Police investigate at Leytonstone station after three people were stabbed on December 5: The attacker reportedly shouted “This is for Syria” (©Tolga Akmen/Anadolu Agency/Getty Images)There is a convention in British journalism that whenever the House of Commons holds a long debate on a matter of war, it is said to have “risen to the occasion”. MPs are then ordinarily reported to have shown the depth, breadth and “considerable experience” of the House. But the day-long debate in December over whether British planes should join the multinational coalition against Islamic State in Syria showed no such thing. It showed a deracinated, easily distracted and strikingly fearful chamber — in other words a chamber that perfectly reflected the nation at large.
Not the least of the bad signs was how self-absorbed the House had become. Rather than debating the serious issue of international terrorism or putting British pilots in harm’s way over Syria, opposition parties repeatedly complained about a reported remark of the Prime Minister’s on the eve of the debate when he was said to have described those opposed to Britain joining air strikes against IS in Syria as “terrorist sympathisers”. Given that the Labour party is now led by two men who have spent decades supporting, honouring and hosting terrorist groups ranging from the IRA to Hamas and Hezbollah this description was not such an outrageous fiction as Labour MPs among others portrayed it to be. Nevertheless, each took it in turns to express their hurt over the nomenclature.
But even this did not exemplify the self-absorption of the House so much as its preening wordplay over what to call the enemy. Not three weeks after IS’s men had slaughtered 130 people and wounded many more in Paris, the House of Commons seemed less concerned over how to avenge our friends in France (or our own citizens slaughtered by IS months earlier on a beach in Tunisia) than they were about avoiding offence. This was personified in the form of a new and otherwise obscure Conservative MP called Rehman Chishti. In response to the rise of IS this young member has been trying to make his name by petitioning politicians, the media and especially the BBC, to call IS “Daesh”. The fact that “Daesh” simply means IS in Arabic makes it a fatuous demand. The claim that IS dislike being called Daesh because it sounds like something rude in Arabic makes it pathetic. Perhaps Chishti and Co think we can “bait” IS into submission?
So up he popped during the Prime Minister’s opening statement and was credited by Mr Cameron with persuading him that it is indeed “time to join our key ally France, the Arab League, and other members of the international community in using as frequently as possible the terminology Daesh rather than ISIL”. Equally importantly the government instructed all of its members to refer to the group by this new formulation — a formulation which had the advantage of giving everyone an instant patina of knowledge. Many needed it.
During the debate the Scottish National Party leader in Westminster, Angus Robertson (representing a grouping whose foreign policy thinking has rarely stretched beyond Berwick-upon-Tweed), struggled to demonstrate much insight, but right on cue gave way again to Chishti. He honoured Chishti’s campaign, and noted across the floor what an important intervention it was. From thenceforth almost everybody talked of “Daesh” or “ISIL-Daesh”. Some tried a vaguely Arabic accent, as though pretending they could speak Arabic. Others, aspiring to the same impression, satisfied everyone with a glottal stop. All were aware that were they to err they might not only provoke the jack-in-the-box Chishti but the ire of the whole House. Paris had burned and in response Westminster quibbled.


Scan the records for the string "well" and copy every line that holds it.

= Beginning of Section =

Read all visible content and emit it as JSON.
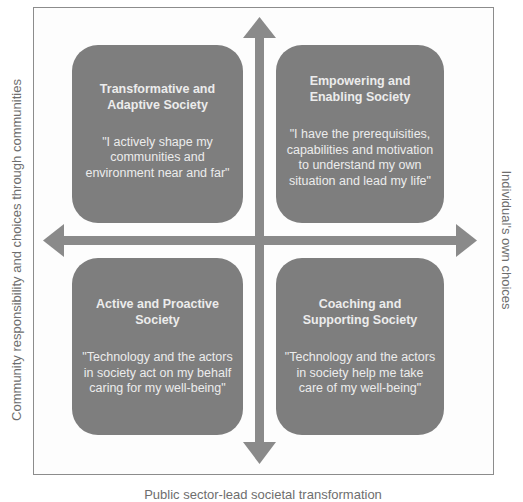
{
  "diagram": {
    "quadrants": {
      "top_left": {
        "title_line1": "Transformative and",
        "title_line2": "Adaptive Society",
        "quote_lines": [
          "\"I actively shape my",
          "communities and",
          "environment near and far\""
        ]
      },
      "top_right": {
        "title_line1": "Empowering and",
        "title_line2": "Enabling Society",
        "quote_lines": [
          "\"I have the prerequisities,",
          "capabilities and motivation",
          "to understand my own",
          "situation and lead my life\""
        ]
      },
      "bottom_left": {
        "title_line1": "Active and Proactive",
        "title_line2": "Society",
        "quote_lines": [
          "\"Technology and the actors",
          "in society act on my behalf",
          "caring for my well-being\""
        ]
      },
      "bottom_right": {
        "title_line1": "Coaching and",
        "title_line2": "Supporting Society",
        "quote_lines": [
          "\"Technology and the actors",
          "in society help me take",
          "care of my well-being\""
        ]
      }
    },
    "axes": {
      "left_label": "Community responsibility and choices through communities",
      "right_label": "Individual's own choices",
      "bottom_label": "Public sector-lead societal transformation"
    },
    "colors": {
      "box_fill": "#7e7e7e",
      "box_text": "#ececec",
      "arrow_fill": "#8a8a8a",
      "label_text": "#6e6e6e"
    }
  }
}
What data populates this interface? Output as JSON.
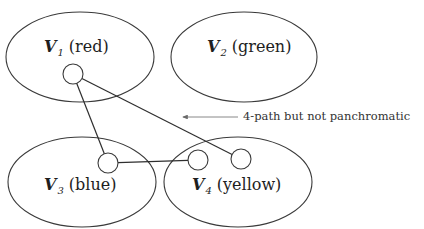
{
  "diagram": {
    "type": "partitioned-graph",
    "partitions": [
      {
        "id": "V1",
        "symbol": "V",
        "subscript": "1",
        "color_name": "(red)",
        "cx": 80,
        "cy": 57,
        "rx": 74,
        "ry": 45,
        "label_x": 44,
        "label_y": 39
      },
      {
        "id": "V2",
        "symbol": "V",
        "subscript": "2",
        "color_name": "(green)",
        "cx": 244,
        "cy": 57,
        "rx": 73,
        "ry": 45,
        "label_x": 207,
        "label_y": 39
      },
      {
        "id": "V3",
        "symbol": "V",
        "subscript": "3",
        "color_name": "(blue)",
        "cx": 82,
        "cy": 182,
        "rx": 74,
        "ry": 45,
        "label_x": 44,
        "label_y": 177
      },
      {
        "id": "V4",
        "symbol": "V",
        "subscript": "4",
        "color_name": "(yellow)",
        "cx": 238,
        "cy": 182,
        "rx": 74,
        "ry": 45,
        "label_x": 192,
        "label_y": 177
      }
    ],
    "vertices": [
      {
        "id": "a",
        "partition": "V1",
        "cx": 73,
        "cy": 74,
        "r": 10
      },
      {
        "id": "b",
        "partition": "V3",
        "cx": 108,
        "cy": 163,
        "r": 10
      },
      {
        "id": "c",
        "partition": "V4",
        "cx": 198,
        "cy": 160,
        "r": 10
      },
      {
        "id": "d",
        "partition": "V4",
        "cx": 241,
        "cy": 159,
        "r": 10
      }
    ],
    "edges": [
      {
        "from": "a",
        "to": "b"
      },
      {
        "from": "b",
        "to": "c"
      },
      {
        "from": "a",
        "to": "d"
      }
    ],
    "annotation": {
      "text": "4-path but not panchromatic",
      "arrow_from": [
        238,
        117
      ],
      "arrow_to": [
        183,
        117
      ],
      "text_x": 243,
      "text_y": 111
    }
  },
  "colors": {
    "stroke": "#3a3a3a",
    "text": "#1e1e1e",
    "annotation_text": "#333333",
    "background": "#ffffff"
  }
}
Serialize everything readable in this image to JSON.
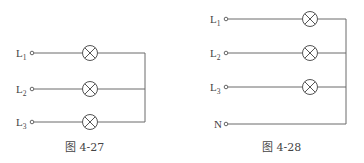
{
  "figures": [
    {
      "id": "fig-4-27",
      "caption": "图 4-27",
      "terminals": [
        {
          "letter": "L",
          "sub": "1"
        },
        {
          "letter": "L",
          "sub": "2"
        },
        {
          "letter": "L",
          "sub": "3"
        }
      ],
      "lamps": 3,
      "description": "Three lamps connected in star (Y) without neutral wire"
    },
    {
      "id": "fig-4-28",
      "caption": "图 4-28",
      "terminals": [
        {
          "letter": "L",
          "sub": "1"
        },
        {
          "letter": "L",
          "sub": "2"
        },
        {
          "letter": "L",
          "sub": "3"
        },
        {
          "letter": "N",
          "sub": ""
        }
      ],
      "lamps": 3,
      "description": "Three lamps connected in star (Y) with neutral wire N"
    }
  ],
  "colors": {
    "wire": "#6a6a6a",
    "text": "#444444",
    "background": "#ffffff"
  }
}
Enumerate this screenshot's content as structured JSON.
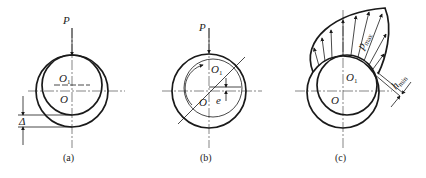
{
  "figure": {
    "panels": [
      {
        "id": "a",
        "caption": "(a)",
        "labels": {
          "load": "P",
          "journal_center": "O",
          "journal_center_sub": "1",
          "bearing_center": "O",
          "clearance": "Δ"
        }
      },
      {
        "id": "b",
        "caption": "(b)",
        "labels": {
          "load": "P",
          "journal_center": "O",
          "journal_center_sub": "1",
          "bearing_center": "O",
          "eccentricity": "e"
        }
      },
      {
        "id": "c",
        "caption": "(c)",
        "labels": {
          "journal_center": "O",
          "journal_center_sub": "1",
          "bearing_center": "O",
          "pressure": "p",
          "pressure_sub": "max",
          "film": "h",
          "film_sub": "min"
        }
      }
    ]
  }
}
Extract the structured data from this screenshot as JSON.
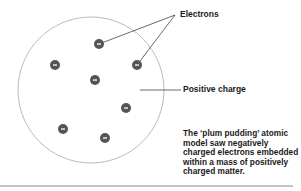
{
  "diagram": {
    "atom": {
      "cx": 91,
      "cy": 90,
      "r": 73,
      "stroke": "#a8a8a8"
    },
    "electron_style": {
      "r": 5,
      "fill": "#555555",
      "sign": "−",
      "sign_color": "#ffffff"
    },
    "electrons": [
      {
        "x": 99,
        "y": 44
      },
      {
        "x": 55,
        "y": 65
      },
      {
        "x": 137,
        "y": 65
      },
      {
        "x": 95,
        "y": 80
      },
      {
        "x": 126,
        "y": 108
      },
      {
        "x": 63,
        "y": 129
      },
      {
        "x": 105,
        "y": 138
      }
    ],
    "labels": {
      "electrons": "Electrons",
      "positive_charge": "Positive charge"
    },
    "leader_lines": {
      "electrons_apex": {
        "x": 175,
        "y": 15
      },
      "positive_charge": {
        "x1": 140,
        "y1": 90,
        "x2": 181,
        "y2": 90
      }
    },
    "caption_lines": [
      "The ‘plum pudding’ atomic",
      "model saw negatively",
      "charged electrons embedded",
      "within a mass of positively",
      "charged matter."
    ],
    "bottom_rule": {
      "x1": 0,
      "x2": 293,
      "y": 186,
      "color": "#8a8a8a"
    }
  }
}
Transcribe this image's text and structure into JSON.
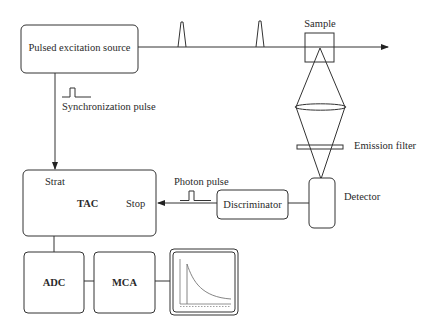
{
  "diagram": {
    "nodes": {
      "source": "Pulsed excitation source",
      "sample": "Sample",
      "emission_filter": "Emission filter",
      "detector": "Detector",
      "discriminator": "Discriminator",
      "tac": "TAC",
      "tac_start": "Strat",
      "tac_stop": "Stop",
      "adc": "ADC",
      "mca": "MCA"
    },
    "annotations": {
      "sync_pulse": "Synchronization pulse",
      "photon_pulse": "Photon pulse"
    },
    "icons": {
      "display": "decay-curve-display-icon",
      "excitation_pulse": "pulse-peak-icon",
      "square_pulse": "square-pulse-icon",
      "lens": "lens-icon"
    },
    "colors": {
      "line": "#333333",
      "text": "#2a2a2a",
      "background": "#ffffff"
    }
  }
}
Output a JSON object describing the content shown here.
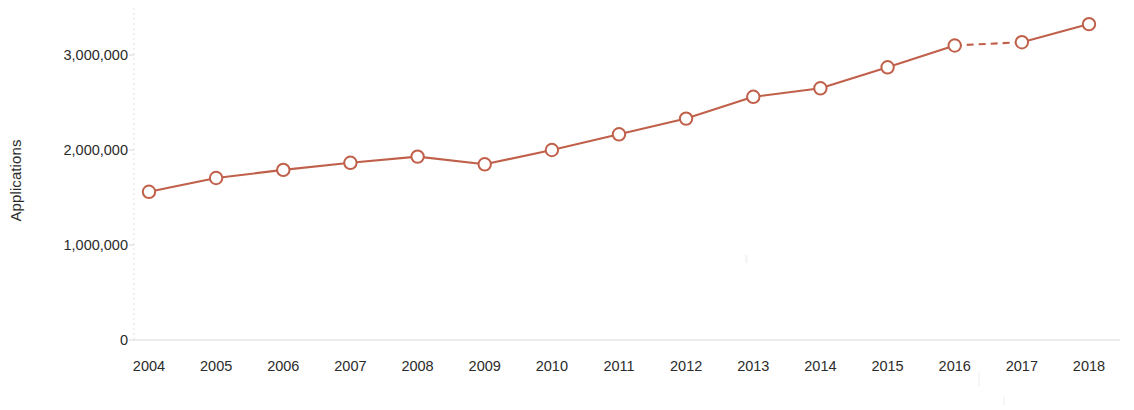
{
  "chart_data": {
    "type": "line",
    "title": "",
    "xlabel": "Application year",
    "ylabel": "Applications",
    "categories": [
      "2004",
      "2005",
      "2006",
      "2007",
      "2008",
      "2009",
      "2010",
      "2011",
      "2012",
      "2013",
      "2014",
      "2015",
      "2016",
      "2017",
      "2018"
    ],
    "x": [
      2004,
      2005,
      2006,
      2007,
      2008,
      2009,
      2010,
      2011,
      2012,
      2013,
      2014,
      2015,
      2016,
      2017,
      2018
    ],
    "values": [
      1560000,
      1705000,
      1790000,
      1865000,
      1930000,
      1850000,
      2000000,
      2165000,
      2330000,
      2560000,
      2650000,
      2870000,
      3100000,
      3135000,
      3325000
    ],
    "series": [
      {
        "name": "Applications",
        "values": [
          1560000,
          1705000,
          1790000,
          1865000,
          1930000,
          1850000,
          2000000,
          2165000,
          2330000,
          2560000,
          2650000,
          2870000,
          3100000,
          3135000,
          3325000
        ],
        "color": "#c0604a",
        "marker": "open-circle",
        "line_style": "solid",
        "dashed_segments": [
          [
            2016,
            2017
          ]
        ]
      }
    ],
    "ylim": [
      0,
      3500000
    ],
    "xlim": [
      2004,
      2018
    ],
    "yticks": [
      0,
      1000000,
      2000000,
      3000000
    ],
    "ytick_labels": [
      "0",
      "1,000,000",
      "2,000,000",
      "3,000,000"
    ],
    "xticks": [
      2004,
      2005,
      2006,
      2007,
      2008,
      2009,
      2010,
      2011,
      2012,
      2013,
      2014,
      2015,
      2016,
      2017,
      2018
    ],
    "xtick_labels": [
      "2004",
      "2005",
      "2006",
      "2007",
      "2008",
      "2009",
      "2010",
      "2011",
      "2012",
      "2013",
      "2014",
      "2015",
      "2016",
      "2017",
      "2018"
    ],
    "grid": false,
    "legend": false,
    "legend_position": "none",
    "annotations": [],
    "colors": {
      "line": "#c0604a",
      "marker_fill": "#ffffff",
      "marker_stroke": "#c0604a",
      "axis": "#dcdcdc",
      "text": "#2b2b2b",
      "background": "#ffffff"
    }
  }
}
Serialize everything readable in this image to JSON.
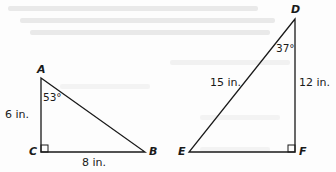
{
  "colors": {
    "stroke": "#1a1a1a",
    "background": "#fdfdfd",
    "ghost_text": "#e9e9e9"
  },
  "triangles": [
    {
      "name": "ABC",
      "vertices": {
        "A": "A",
        "B": "B",
        "C": "C"
      },
      "right_angle_at": "C",
      "angle_label": "53°",
      "angle_at": "A",
      "sides": {
        "AC": "6 in.",
        "CB": "8 in."
      }
    },
    {
      "name": "DEF",
      "vertices": {
        "D": "D",
        "E": "E",
        "F": "F"
      },
      "right_angle_at": "F",
      "angle_label": "37°",
      "angle_at": "D",
      "sides": {
        "DE": "15 in.",
        "DF": "12 in."
      }
    }
  ]
}
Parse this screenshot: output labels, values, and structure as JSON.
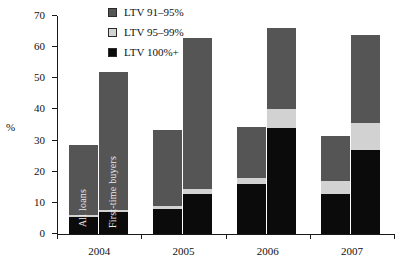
{
  "chart_data": {
    "type": "bar",
    "title": "",
    "subtitle": "",
    "xlabel": "",
    "ylabel": "%",
    "ylim": [
      0,
      70
    ],
    "yticks": [
      0,
      10,
      20,
      30,
      40,
      50,
      60,
      70
    ],
    "grid": false,
    "stacked": true,
    "legend_position": "top-left-inside",
    "categories": [
      "2004",
      "2005",
      "2006",
      "2007"
    ],
    "group_labels": [
      "All loans",
      "First-time buyers"
    ],
    "series": [
      {
        "name": "LTV 100%+",
        "color": "#0b0b0b",
        "values": {
          "All loans": [
            5.5,
            8.0,
            16.0,
            13.0
          ],
          "First-time buyers": [
            7.0,
            13.0,
            34.0,
            27.0
          ]
        }
      },
      {
        "name": "LTV 95–99%",
        "color": "#d2d2d2",
        "values": {
          "All loans": [
            0.7,
            1.0,
            2.0,
            4.0
          ],
          "First-time buyers": [
            0.8,
            1.5,
            6.0,
            8.5
          ]
        }
      },
      {
        "name": "LTV 91–95%",
        "color": "#555555",
        "values": {
          "All loans": [
            22.3,
            24.5,
            16.5,
            14.5
          ],
          "First-time buyers": [
            44.2,
            48.5,
            26.0,
            28.5
          ]
        }
      }
    ],
    "totals": {
      "All loans": [
        28.5,
        33.5,
        34.5,
        31.5
      ],
      "First-time buyers": [
        52.0,
        63.0,
        66.0,
        64.0
      ]
    },
    "annotations": [
      {
        "text": "All loans",
        "bar": "2004 All loans",
        "orientation": "vertical"
      },
      {
        "text": "First-time buyers",
        "bar": "2004 First-time buyers",
        "orientation": "vertical"
      }
    ]
  },
  "legend": {
    "items": [
      {
        "label": "LTV 91–95%",
        "swatch": "dark-gray-swatch"
      },
      {
        "label": "LTV 95–99%",
        "swatch": "light-gray-swatch"
      },
      {
        "label": "LTV 100%+",
        "swatch": "black-swatch"
      }
    ]
  },
  "axes": {
    "y_label": "%",
    "y_ticks": [
      "0",
      "10",
      "20",
      "30",
      "40",
      "50",
      "60",
      "70"
    ],
    "x_ticks": [
      "2004",
      "2005",
      "2006",
      "2007"
    ]
  }
}
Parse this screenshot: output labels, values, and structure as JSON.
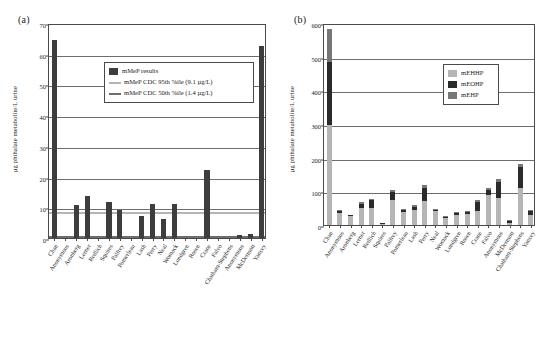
{
  "figure": {
    "panel_a_label": "(a)",
    "panel_b_label": "(b)"
  },
  "chart_data": [
    {
      "type": "bar",
      "panel": "(a)",
      "title": "",
      "xlabel": "",
      "ylabel": "µg phthalate metabolite/L urine",
      "ylim": [
        0,
        70
      ],
      "yticks": [
        0,
        10,
        20,
        30,
        40,
        50,
        60,
        70
      ],
      "grid": true,
      "legend_position": "upper-center",
      "legend": [
        {
          "label": "mMeP results",
          "type": "bar",
          "color": "#3d3d3d"
        },
        {
          "label": "mMeP CDC 95th %ile (9.1 µg/L)",
          "type": "line",
          "color": "#b5b5b5"
        },
        {
          "label": "mMeP CDC 50th %ile (1.4 µg/L)",
          "type": "line",
          "color": "#6d6d6d"
        }
      ],
      "reference_lines": [
        {
          "label": "mMeP CDC 95th %ile",
          "value": 9.1,
          "color": "#b5b5b5"
        },
        {
          "label": "mMeP CDC 50th %ile",
          "value": 1.4,
          "color": "#6d6d6d"
        }
      ],
      "categories": [
        "Chan",
        "Anonymous",
        "Aronberg",
        "Lerner",
        "Redlich",
        "Squires",
        "Palfrey",
        "Pomerleau",
        "Lash",
        "Perry",
        "Neal",
        "Womack",
        "Lundgren",
        "Rosen",
        "Crane",
        "Falvo",
        "Chatham-Stephens",
        "Anonymous",
        "McDermott",
        "Yancey"
      ],
      "series": [
        {
          "name": "mMeP results",
          "color": "#3d3d3d",
          "values": [
            64.5,
            0,
            10.9,
            13.7,
            0,
            11.8,
            9.1,
            0,
            7.2,
            11.2,
            6.2,
            11.2,
            0,
            0,
            22.3,
            0,
            0,
            1.1,
            1.2,
            62.5
          ]
        }
      ]
    },
    {
      "type": "bar",
      "panel": "(b)",
      "stacked": true,
      "title": "",
      "xlabel": "",
      "ylabel": "µg phthalate metabolite/L urine",
      "ylim": [
        0,
        600
      ],
      "yticks": [
        0,
        100,
        200,
        300,
        400,
        500,
        600
      ],
      "grid": true,
      "legend_position": "upper-right",
      "legend": [
        {
          "label": "mEHHP",
          "color": "#b5b5b5"
        },
        {
          "label": "mEOHP",
          "color": "#2b2b2b"
        },
        {
          "label": "mEHP",
          "color": "#777777"
        }
      ],
      "categories": [
        "Chan",
        "Anonymous",
        "Aronberg",
        "Lerner",
        "Redlich",
        "Squires",
        "Palfrey",
        "Pomerleau",
        "Lash",
        "Perry",
        "Neal",
        "Womack",
        "Lundgren",
        "Rosen",
        "Crane",
        "Falvo",
        "Anonymous",
        "McDermott",
        "Chatham-Stephens",
        "Yancey"
      ],
      "series": [
        {
          "name": "mEHHP",
          "color": "#b5b5b5",
          "values": [
            298,
            36,
            27,
            50,
            52,
            6,
            74,
            40,
            44,
            72,
            41,
            22,
            31,
            33,
            43,
            88,
            79,
            5,
            110,
            29
          ]
        },
        {
          "name": "mEOHP",
          "color": "#2b2b2b",
          "values": [
            186,
            6,
            3,
            13,
            21,
            1,
            25,
            5,
            10,
            38,
            4,
            4,
            5,
            6,
            24,
            17,
            50,
            7,
            62,
            12
          ]
        },
        {
          "name": "mEHP",
          "color": "#777777",
          "values": [
            99,
            3,
            0,
            4,
            5,
            0,
            6,
            2,
            4,
            8,
            2,
            1,
            2,
            3,
            6,
            6,
            8,
            3,
            8,
            4
          ]
        }
      ],
      "totals": [
        583,
        45,
        30,
        67,
        78,
        7,
        105,
        47,
        58,
        118,
        47,
        27,
        38,
        42,
        73,
        111,
        137,
        15,
        180,
        45
      ]
    }
  ]
}
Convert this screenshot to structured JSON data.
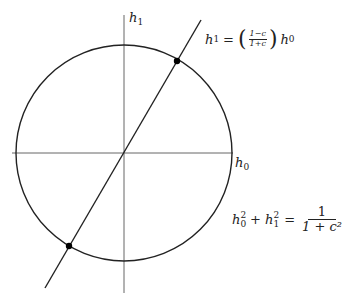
{
  "axes": {
    "vertical_label": "h",
    "vertical_sub": "1",
    "horizontal_label": "h",
    "horizontal_sub": "0"
  },
  "line_equation": {
    "lhs_var": "h",
    "lhs_sub": "1",
    "eq": "=",
    "frac_num": "1−c",
    "frac_den": "1+c",
    "lparen": "(",
    "rparen": ")",
    "rhs_var": "h",
    "rhs_sub": "0"
  },
  "circle_equation": {
    "t1_var": "h",
    "t1_sub": "0",
    "t1_sup": "2",
    "plus": "+",
    "t2_var": "h",
    "t2_sub": "1",
    "t2_sup": "2",
    "eq": "=",
    "frac_num": "1",
    "frac_den": "1 + c²"
  },
  "geometry": {
    "center": [
      124,
      153
    ],
    "radius": 108,
    "line_start": [
      45,
      288
    ],
    "line_end": [
      201,
      20
    ],
    "intersections": [
      [
        177,
        61
      ],
      [
        69,
        246
      ]
    ],
    "colors": {
      "circle": "#222222",
      "axes": "#555555",
      "line": "#222222"
    }
  }
}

= End of Section =

# SOLUTION FOR THIS TASK
          "caring for my well-being\""
          "care of my well-being\""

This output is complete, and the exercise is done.